Use conditional parameter expansion:
List="A B C D"
for I in $List
do
OUT=${OUT:+$OUT }-$I
done
The expression ${OUT:+$OUT }
expands to nothing if OUT is not set or empty; if it is set to a nonempty value, then it expands to that value followed by a space.
However, this sort of operation - treating a whitespace-separated string as a list - is fraught with possible problems: quoting, values that unexpectedly contain spaces themselves, etc. You would be better off using an array:
List=(A B C D)
for I in "${List[@]}"
do
OUT=${OUT:+$OUT }-$I
done
Depending on what you're doing with $OUT
, it might make sense to make it an array as well:
List=(A B C D)
OUT=()
for I in "${List[@]}"; do
OUT+=("-$I")
done
Then you would use "${OUT[@]}"
to pass on the elements of the array to another command as separate arguments.
To go back to your original version, in this specific case you could also just use sed
and skip the bash loop entirely:
OUT=$(sed -E 's/^| /&-/g' <<<"$List")
The regex ^|
matches either the beginning of the string or a space; the replacement &-
means "whatever the regex matched" (the empty string at the start, or a space) followed by a minus sign.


### About this task
Copy out the entire listing below exactly, but without its pictures.
[[ Exercise material open ]]
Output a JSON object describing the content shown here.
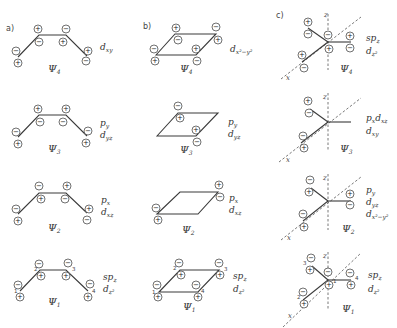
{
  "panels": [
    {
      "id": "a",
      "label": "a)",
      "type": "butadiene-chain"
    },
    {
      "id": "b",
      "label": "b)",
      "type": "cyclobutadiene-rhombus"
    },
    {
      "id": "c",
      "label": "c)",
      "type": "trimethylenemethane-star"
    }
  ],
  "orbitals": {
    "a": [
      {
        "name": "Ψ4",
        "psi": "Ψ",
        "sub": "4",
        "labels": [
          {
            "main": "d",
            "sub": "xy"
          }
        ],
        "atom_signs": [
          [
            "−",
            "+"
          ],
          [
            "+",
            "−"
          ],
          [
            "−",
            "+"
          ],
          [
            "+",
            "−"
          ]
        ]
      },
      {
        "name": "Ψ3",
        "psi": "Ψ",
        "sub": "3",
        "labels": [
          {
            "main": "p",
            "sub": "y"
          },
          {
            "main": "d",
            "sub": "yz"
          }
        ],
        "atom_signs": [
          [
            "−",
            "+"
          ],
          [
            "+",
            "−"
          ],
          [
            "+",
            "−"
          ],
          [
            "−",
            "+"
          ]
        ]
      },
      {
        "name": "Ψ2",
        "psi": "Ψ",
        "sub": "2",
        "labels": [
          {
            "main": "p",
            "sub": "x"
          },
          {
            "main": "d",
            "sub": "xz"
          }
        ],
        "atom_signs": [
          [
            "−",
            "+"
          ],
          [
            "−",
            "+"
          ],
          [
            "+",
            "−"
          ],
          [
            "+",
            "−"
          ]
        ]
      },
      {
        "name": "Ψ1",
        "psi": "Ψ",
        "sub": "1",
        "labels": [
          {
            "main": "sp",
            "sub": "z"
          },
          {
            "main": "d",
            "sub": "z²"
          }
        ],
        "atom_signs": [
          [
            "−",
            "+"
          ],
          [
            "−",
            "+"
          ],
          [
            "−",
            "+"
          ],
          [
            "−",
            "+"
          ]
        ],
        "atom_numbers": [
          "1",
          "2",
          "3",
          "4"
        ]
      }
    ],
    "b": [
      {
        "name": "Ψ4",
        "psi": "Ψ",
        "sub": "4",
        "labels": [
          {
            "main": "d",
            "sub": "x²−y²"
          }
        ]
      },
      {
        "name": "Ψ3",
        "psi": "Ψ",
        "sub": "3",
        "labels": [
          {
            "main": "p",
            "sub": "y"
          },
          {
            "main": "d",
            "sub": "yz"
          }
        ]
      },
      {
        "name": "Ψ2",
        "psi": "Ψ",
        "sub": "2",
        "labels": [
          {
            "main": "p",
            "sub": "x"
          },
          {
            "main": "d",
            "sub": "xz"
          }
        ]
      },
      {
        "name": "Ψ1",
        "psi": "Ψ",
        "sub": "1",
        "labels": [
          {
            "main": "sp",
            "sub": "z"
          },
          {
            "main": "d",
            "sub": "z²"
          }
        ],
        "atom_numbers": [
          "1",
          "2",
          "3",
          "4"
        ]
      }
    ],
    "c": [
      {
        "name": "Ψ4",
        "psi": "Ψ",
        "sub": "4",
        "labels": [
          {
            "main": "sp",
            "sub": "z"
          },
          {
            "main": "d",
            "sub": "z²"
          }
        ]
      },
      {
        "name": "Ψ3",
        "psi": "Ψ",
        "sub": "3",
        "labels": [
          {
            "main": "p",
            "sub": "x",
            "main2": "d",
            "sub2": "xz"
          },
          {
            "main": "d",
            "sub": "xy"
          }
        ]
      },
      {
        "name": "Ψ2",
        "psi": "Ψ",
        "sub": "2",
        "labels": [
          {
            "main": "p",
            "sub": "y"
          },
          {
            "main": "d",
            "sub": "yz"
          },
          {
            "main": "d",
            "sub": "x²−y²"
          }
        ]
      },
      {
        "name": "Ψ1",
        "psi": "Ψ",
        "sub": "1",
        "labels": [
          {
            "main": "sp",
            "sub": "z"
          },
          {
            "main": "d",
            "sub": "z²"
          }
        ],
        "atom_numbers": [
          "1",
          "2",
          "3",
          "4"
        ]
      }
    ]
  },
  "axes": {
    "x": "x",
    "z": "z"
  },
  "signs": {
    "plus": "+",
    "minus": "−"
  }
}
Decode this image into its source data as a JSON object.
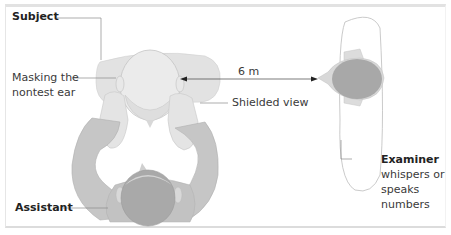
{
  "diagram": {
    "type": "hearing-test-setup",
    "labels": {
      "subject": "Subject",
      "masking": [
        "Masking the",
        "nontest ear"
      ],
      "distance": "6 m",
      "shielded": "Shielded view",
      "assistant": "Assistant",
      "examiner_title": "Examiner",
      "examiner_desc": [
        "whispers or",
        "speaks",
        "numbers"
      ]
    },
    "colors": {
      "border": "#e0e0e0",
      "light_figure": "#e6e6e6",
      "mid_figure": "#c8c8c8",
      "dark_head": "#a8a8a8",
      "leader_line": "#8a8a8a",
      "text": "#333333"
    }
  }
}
[[ Exercise material closed ]]
### Written solution
Output a JSON object describing the content shown here.
{
  "panels": [
    {
      "id": "a",
      "label": "a)",
      "type": "butadiene-chain"
    },
    {
      "id": "b",
      "label": "b)",
      "type": "cyclobutadiene-rhombus"
    },
    {
      "id": "c",
      "label": "c)",
      "type": "trimethylenemethane-star"
    }
  ],
  "orbitals": {
    "a": [
      {
        "name": "Ψ4",
        "psi": "Ψ",
        "sub": "4",
        "labels": [
          {
            "main": "d",
            "sub": "xy"
          }
        ],
        "atom_signs": [
          [
            "−",
            "+"
          ],
          [
            "+",
            "−"
          ],
          [
            "−",
            "+"
          ],
          [
            "+",
            "−"
          ]
        ]
      },
      {
        "name": "Ψ3",
        "psi": "Ψ",
        "sub": "3",
        "labels": [
          {
            "main": "p",
            "sub": "y"
          },
          {
            "main": "d",
            "sub": "yz"
          }
        ],
        "atom_signs": [
          [
            "−",
            "+"
          ],
          [
            "+",
            "−"
          ],
          [
            "+",
            "−"
          ],
          [
            "−",
            "+"
          ]
        ]
      },
      {
        "name": "Ψ2",
        "psi": "Ψ",
        "sub": "2",
        "labels": [
          {
            "main": "p",
            "sub": "x"
          },
          {
            "main": "d",
            "sub": "xz"
          }
        ],
        "atom_signs": [
          [
            "−",
            "+"
          ],
          [
            "−",
            "+"
          ],
          [
            "+",
            "−"
          ],
          [
            "+",
            "−"
          ]
        ]
      },
      {
        "name": "Ψ1",
        "psi": "Ψ",
        "sub": "1",
        "labels": [
          {
            "main": "sp",
            "sub": "z"
          },
          {
            "main": "d",
            "sub": "z²"
          }
        ],
        "atom_signs": [
          [
            "−",
            "+"
          ],
          [
            "−",
            "+"
          ],
          [
            "−",
            "+"
          ],
          [
            "−",
            "+"
          ]
        ],
        "atom_numbers": [
          "1",
          "2",
          "3",
          "4"
        ]
      }
    ],
    "b": [
      {
        "name": "Ψ4",
        "psi": "Ψ",
        "sub": "4",
        "labels": [
          {
            "main": "d",
            "sub": "x²−y²"
          }
        ]
      },
      {
        "name": "Ψ3",
        "psi": "Ψ",
        "sub": "3",
        "labels": [
          {
            "main": "p",
            "sub": "y"
          },
          {
            "main": "d",
            "sub": "yz"
          }
        ]
      },
      {
        "name": "Ψ2",
        "psi": "Ψ",
        "sub": "2",
        "labels": [
          {
            "main": "p",
            "sub": "x"
          },
          {
            "main": "d",
            "sub": "xz"
          }
        ]
      },
      {
        "name": "Ψ1",
        "psi": "Ψ",
        "sub": "1",
        "labels": [
          {
            "main": "sp",
            "sub": "z"
          },
          {
            "main": "d",
            "sub": "z²"
          }
        ],
        "atom_numbers": [
          "1",
          "2",
          "3",
          "4"
        ]
      }
    ],
    "c": [
      {
        "name": "Ψ4",
        "psi": "Ψ",
        "sub": "4",
        "labels": [
          {
            "main": "sp",
            "sub": "z"
          },
          {
            "main": "d",
            "sub": "z²"
          }
        ]
      },
      {
        "name": "Ψ3",
        "psi": "Ψ",
        "sub": "3",
        "labels": [
          {
            "main": "p",
            "sub": "x",
            "main2": "d",
            "sub2": "xz"
          },
          {
            "main": "d",
            "sub": "xy"
          }
        ]
      },
      {
        "name": "Ψ2",
        "psi": "Ψ",
        "sub": "2",
        "labels": [
          {
            "main": "p",
            "sub": "y"
          },
          {
            "main": "d",
            "sub": "yz"
          },
          {
            "main": "d",
            "sub": "x²−y²"
          }
        ]
      },
      {
        "name": "Ψ1",
        "psi": "Ψ",
        "sub": "1",
        "labels": [
          {
            "main": "sp",
            "sub": "z"
          },
          {
            "main": "d",
            "sub": "z²"
          }
        ],
        "atom_numbers": [
          "1",
          "2",
          "3",
          "4"
        ]
      }
    ]
  },
  "axes": {
    "x": "x",
    "z": "z"
  },
  "signs": {
    "plus": "+",
    "minus": "−"
  }
}
Decode this image into its source data as a JSON object.
{
  "diagram": {
    "type": "hearing-test-setup",
    "labels": {
      "subject": "Subject",
      "masking": [
        "Masking the",
        "nontest ear"
      ],
      "distance": "6 m",
      "shielded": "Shielded view",
      "assistant": "Assistant",
      "examiner_title": "Examiner",
      "examiner_desc": [
        "whispers or",
        "speaks",
        "numbers"
      ]
    },
    "colors": {
      "border": "#e0e0e0",
      "light_figure": "#e6e6e6",
      "mid_figure": "#c8c8c8",
      "dark_head": "#a8a8a8",
      "leader_line": "#8a8a8a",
      "text": "#333333"
    }
  }
}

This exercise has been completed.